Malilong: Children in the time of all-out war

TWELVE years ago, a policeman was killed in an ambush in my hometown in Masbate. He was on his way home after driving his wife Inday, a public school teacher, to school when he was waylaid by six men. His killers were believed to be New People’s Army members. At that time, President Gloria Macapagal-Arroyo had declared an all-out war against communist insurgents.

Fred Nallos had a son who was staying with us. He was 16 years old and a medical technology freshman at the Velez College. I was asked by his mother to break the news of his father’s death to him.

I wrote about my experience in my column. “It is not easy being the bearer of bad news,” the column’s first paragraph read. “I thought of ways to gently break the sad news to Niño but when I saw the innocent face as he strode into the living room when he arrived from school, the lines that I thought I had memorized, vanished. I groped for words.”

In the end, I decided to deliver it straight. Your father is dead, I told him. He was on his motorcycle when he was attacked. He never made it to the hospital.

“He was shocked. My heart sank as I watched the boy’s face turn pale, and biting his lips as he gamely tried to fight back tears. Then the dam burst and he wept inconsolably.

“What can you tell someone who is at the threshold of deepest grief? What can you do to assuage his pain? I wanted to tell him that it was part of God’s plan but what if he asked why God should plan for his father to die that way and so soon?”

I remembered Niño and the deep unmistakable pain written on his face that afternoon that I talked to him after I read about the killing of Senior Insp. Porferio Gabuya Jr. in Guihulngan, Negros Oriental the other day. Did he leave any children? Are they as young as Niño was a dozen years ago?

As in the case of Nallos, Gabuya never stood a chance against his attackers, who pumped bullets unto his body until they were certain that he would not survive. “Napurohan gyud, Noy,” Nallos’ wife told me over the phone then.

“It is easy and tempting to condemn the NPA for turning orphans of Niño and his 14-year-old sister especially since they did not give Nallos a chance to defend himself.

“But Fred was a policeman and, as his widow noted, the government had just declared an all-out war against communist rebels. Policemen and soldiers had their marching orders from President Arroyo; the NPA had theirs from the communist hierarchy.

“Even as I grieve for Niño, I grieve and fear for my town. How sad that the grounds where we romped during our youth should now be stripped of innocence.”

How many sons will have to be consoled, how many more people will have to lose their loved ones before we can see the end to this tragic episode in our national life?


**Task details**
Return all lines from the listing below in which "chart" appears.
== Input data
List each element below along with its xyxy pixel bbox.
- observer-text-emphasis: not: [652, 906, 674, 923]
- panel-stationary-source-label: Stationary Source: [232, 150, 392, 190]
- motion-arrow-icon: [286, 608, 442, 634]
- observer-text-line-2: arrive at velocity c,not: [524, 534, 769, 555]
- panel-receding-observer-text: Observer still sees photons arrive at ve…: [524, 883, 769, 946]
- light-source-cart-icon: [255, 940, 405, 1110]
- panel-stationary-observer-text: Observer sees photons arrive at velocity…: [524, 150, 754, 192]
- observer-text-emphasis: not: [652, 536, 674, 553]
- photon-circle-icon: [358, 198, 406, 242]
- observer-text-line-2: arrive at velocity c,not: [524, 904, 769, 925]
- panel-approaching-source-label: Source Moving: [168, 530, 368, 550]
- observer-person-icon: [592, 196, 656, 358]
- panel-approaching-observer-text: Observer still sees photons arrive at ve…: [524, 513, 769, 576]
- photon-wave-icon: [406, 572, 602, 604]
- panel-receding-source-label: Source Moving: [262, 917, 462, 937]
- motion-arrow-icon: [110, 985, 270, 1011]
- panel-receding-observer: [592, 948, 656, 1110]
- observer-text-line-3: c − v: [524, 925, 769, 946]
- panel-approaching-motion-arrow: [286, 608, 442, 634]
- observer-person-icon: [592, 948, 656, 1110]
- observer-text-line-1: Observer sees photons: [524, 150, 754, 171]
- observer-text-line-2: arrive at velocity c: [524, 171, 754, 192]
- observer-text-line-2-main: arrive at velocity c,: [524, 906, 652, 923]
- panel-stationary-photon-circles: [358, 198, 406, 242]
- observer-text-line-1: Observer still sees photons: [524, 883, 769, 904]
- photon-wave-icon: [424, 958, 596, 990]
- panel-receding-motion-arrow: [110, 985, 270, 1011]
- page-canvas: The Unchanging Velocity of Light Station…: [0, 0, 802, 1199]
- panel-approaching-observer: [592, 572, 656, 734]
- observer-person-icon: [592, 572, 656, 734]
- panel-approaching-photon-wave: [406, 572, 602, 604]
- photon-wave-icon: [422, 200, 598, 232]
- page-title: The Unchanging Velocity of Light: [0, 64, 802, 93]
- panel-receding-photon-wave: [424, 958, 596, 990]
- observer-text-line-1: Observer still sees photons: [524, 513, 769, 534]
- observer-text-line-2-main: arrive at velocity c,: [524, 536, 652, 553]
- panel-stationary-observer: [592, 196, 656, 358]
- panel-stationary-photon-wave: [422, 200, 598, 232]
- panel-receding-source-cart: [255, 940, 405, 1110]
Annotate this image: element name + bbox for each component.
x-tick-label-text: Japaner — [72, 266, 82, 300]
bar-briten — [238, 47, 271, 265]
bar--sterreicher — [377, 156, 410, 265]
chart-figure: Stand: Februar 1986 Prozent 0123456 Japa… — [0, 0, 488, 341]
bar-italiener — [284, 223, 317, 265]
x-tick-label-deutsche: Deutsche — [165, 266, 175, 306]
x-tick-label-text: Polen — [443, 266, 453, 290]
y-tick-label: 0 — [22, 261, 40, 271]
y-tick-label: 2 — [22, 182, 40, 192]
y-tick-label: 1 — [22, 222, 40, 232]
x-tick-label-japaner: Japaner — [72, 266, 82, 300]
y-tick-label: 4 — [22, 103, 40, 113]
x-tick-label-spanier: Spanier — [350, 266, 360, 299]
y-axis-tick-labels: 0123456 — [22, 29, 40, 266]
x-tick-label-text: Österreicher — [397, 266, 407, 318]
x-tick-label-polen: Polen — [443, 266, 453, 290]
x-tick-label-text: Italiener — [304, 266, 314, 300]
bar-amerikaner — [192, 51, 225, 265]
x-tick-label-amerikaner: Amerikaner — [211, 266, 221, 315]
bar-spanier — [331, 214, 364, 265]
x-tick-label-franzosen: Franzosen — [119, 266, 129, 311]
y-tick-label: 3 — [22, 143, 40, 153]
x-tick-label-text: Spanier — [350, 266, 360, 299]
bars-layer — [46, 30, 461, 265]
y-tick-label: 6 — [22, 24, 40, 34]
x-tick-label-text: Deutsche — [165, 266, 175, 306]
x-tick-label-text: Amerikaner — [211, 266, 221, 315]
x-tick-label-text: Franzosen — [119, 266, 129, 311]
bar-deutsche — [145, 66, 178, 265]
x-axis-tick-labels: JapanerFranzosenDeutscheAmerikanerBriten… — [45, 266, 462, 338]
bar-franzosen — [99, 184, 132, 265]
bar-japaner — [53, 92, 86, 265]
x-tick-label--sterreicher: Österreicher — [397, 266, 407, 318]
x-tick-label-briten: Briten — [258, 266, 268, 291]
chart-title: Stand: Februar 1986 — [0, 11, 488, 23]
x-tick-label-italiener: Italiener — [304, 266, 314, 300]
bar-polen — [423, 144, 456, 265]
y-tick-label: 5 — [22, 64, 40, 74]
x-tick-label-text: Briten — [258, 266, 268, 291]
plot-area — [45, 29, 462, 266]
====
**Solution for this task**
chart-figure: Stand: Februar 1986 Prozent 0123456 Japa… — [0, 0, 488, 341]
chart-title: Stand: Februar 1986 — [0, 11, 488, 23]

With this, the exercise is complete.